On my mac machine this just works as expected:
#!/bin/sh -euf
touch test.sh
chown 888:888 test.sh
busybox tar -czvf out.tar.gz test.sh
Invocation:
$ fakeroot -- ./generateArchive.sh
$ busybox tar -tzvf out.tar.gz
-rw-r--r-- 888/888 0 2017-08-02 20:52:50 test.sh
But on my virtual ubuntu machine I get:
$ fakeroot -- ./generateArchive.sh
$ busybox tar -tzvf out.tar.gz
-rwxrwxr-x marco/marco 215 2017-08-02 20:53:32 test.sh
Why does busybox on ubuntu not "fall" for the faked ownership?
It works on ubuntu when I use tar
instead of busybox tar
.
Additional information:
Mac (10.12.5):
fakeroot version 1.20.2
BusyBox v1.20.0.git (2017-05-17 10:01:40 CEST) multi-call binary.
Ubuntu (14.04.5 LTS):
fakeroot version 1.20
BusyBox v1.21.1 (Ubuntu 1:1.21.0-1ubuntu1) multi-call binary.
Most likely reason is that your busybox was statically linked. Fakeroot uses LD_PRELOAD, which intercepts the calls as they pass from the program to the run time library (glibc). Statically linked executables are invisible to LD_PRELOAD, and thus, to fakeroot.
Fakeroot-ng uses the ptrace mechanism, which intercepts system calls when they pass from the program to the kernel. As such, fakeroot-ng, can catch system calls executed by statically linked programs (which is one of the reasons I created fakeroot-ng in the first place).
On Mac, statically linking of the run time library is not allowed. They do not even provide a static version of the run time library. As such, fakeroot has no problem intercepting the system calls there (which is a good thing, because fakeroot-ng does not have an OS-X version, partially for the reason stated above).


• [Your goal]:
Reproduce every entry word for word.

_ _ _ _

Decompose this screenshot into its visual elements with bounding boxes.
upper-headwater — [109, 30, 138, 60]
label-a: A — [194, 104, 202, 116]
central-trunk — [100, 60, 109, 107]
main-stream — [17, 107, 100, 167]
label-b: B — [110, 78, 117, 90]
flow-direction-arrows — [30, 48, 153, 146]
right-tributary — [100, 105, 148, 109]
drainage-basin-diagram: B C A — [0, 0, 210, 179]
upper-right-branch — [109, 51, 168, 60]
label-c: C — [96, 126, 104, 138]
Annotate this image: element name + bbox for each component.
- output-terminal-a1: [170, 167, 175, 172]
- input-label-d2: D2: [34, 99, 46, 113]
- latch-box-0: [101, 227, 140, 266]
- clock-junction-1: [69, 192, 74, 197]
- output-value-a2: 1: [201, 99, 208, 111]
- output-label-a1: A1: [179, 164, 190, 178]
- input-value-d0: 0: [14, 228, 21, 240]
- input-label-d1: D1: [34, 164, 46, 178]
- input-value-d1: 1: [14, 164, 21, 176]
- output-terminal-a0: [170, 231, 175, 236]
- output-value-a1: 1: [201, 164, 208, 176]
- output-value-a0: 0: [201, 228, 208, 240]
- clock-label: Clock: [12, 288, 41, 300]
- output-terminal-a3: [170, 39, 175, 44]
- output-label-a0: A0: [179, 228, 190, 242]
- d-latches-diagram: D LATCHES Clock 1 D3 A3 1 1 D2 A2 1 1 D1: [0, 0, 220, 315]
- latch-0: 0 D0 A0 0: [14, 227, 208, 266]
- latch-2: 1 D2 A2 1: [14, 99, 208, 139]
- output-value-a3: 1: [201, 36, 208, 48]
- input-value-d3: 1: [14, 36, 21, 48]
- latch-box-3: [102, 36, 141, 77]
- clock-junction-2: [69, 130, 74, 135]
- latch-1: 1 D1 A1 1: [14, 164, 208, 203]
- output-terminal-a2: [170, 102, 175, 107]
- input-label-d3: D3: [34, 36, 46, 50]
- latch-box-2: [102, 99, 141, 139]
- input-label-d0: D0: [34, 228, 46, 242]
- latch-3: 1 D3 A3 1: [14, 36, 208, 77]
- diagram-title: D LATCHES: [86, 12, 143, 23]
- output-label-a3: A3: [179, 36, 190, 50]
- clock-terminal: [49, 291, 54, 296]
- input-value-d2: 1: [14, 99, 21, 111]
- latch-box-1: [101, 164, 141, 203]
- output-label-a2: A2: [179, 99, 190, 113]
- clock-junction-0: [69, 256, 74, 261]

_ _ _ _

• [Written answer]:
Decompose this screenshot into its visual elements with bounding boxes.
upper-headwater — [109, 30, 138, 60]
label-a: A — [194, 104, 202, 116]
central-trunk — [100, 60, 109, 107]
main-stream — [17, 107, 100, 167]
label-b: B — [110, 78, 117, 90]
flow-direction-arrows — [30, 48, 153, 146]
right-tributary — [100, 105, 148, 109]
drainage-basin-diagram: B C A — [0, 0, 210, 179]
upper-right-branch — [109, 51, 168, 60]
label-c: C — [96, 126, 104, 138]
Annotate this image: element name + bbox for each component.
- output-terminal-a1: [170, 167, 175, 172]
- input-label-d2: D2: [34, 99, 46, 113]
- latch-box-0: [101, 227, 140, 266]
- clock-junction-1: [69, 192, 74, 197]
- output-value-a2: 1: [201, 99, 208, 111]
- output-label-a1: A1: [179, 164, 190, 178]
- input-value-d0: 0: [14, 228, 21, 240]
- input-label-d1: D1: [34, 164, 46, 178]
- input-value-d1: 1: [14, 164, 21, 176]
- output-terminal-a0: [170, 231, 175, 236]
- output-value-a1: 1: [201, 164, 208, 176]
- output-value-a0: 0: [201, 228, 208, 240]
- clock-label: Clock: [12, 288, 41, 300]
- output-terminal-a3: [170, 39, 175, 44]
- output-label-a0: A0: [179, 228, 190, 242]
- d-latches-diagram: D LATCHES Clock 1 D3 A3 1 1 D2 A2 1 1 D1: [0, 0, 220, 315]
- latch-0: 0 D0 A0 0: [14, 227, 208, 266]
- latch-2: 1 D2 A2 1: [14, 99, 208, 139]
- output-value-a3: 1: [201, 36, 208, 48]
- input-value-d3: 1: [14, 36, 21, 48]
- latch-box-3: [102, 36, 141, 77]
- clock-junction-2: [69, 130, 74, 135]
- latch-1: 1 D1 A1 1: [14, 164, 208, 203]
- output-terminal-a2: [170, 102, 175, 107]
- input-label-d3: D3: [34, 36, 46, 50]
- latch-box-2: [102, 99, 141, 139]
- input-label-d0: D0: [34, 228, 46, 242]
- latch-3: 1 D3 A3 1: [14, 36, 208, 77]
- diagram-title: D LATCHES: [86, 12, 143, 23]
- output-label-a3: A3: [179, 36, 190, 50]
- clock-terminal: [49, 291, 54, 296]
- input-value-d2: 1: [14, 99, 21, 111]
- latch-box-1: [101, 164, 141, 203]
- output-label-a2: A2: [179, 99, 190, 113]
- clock-junction-0: [69, 256, 74, 261]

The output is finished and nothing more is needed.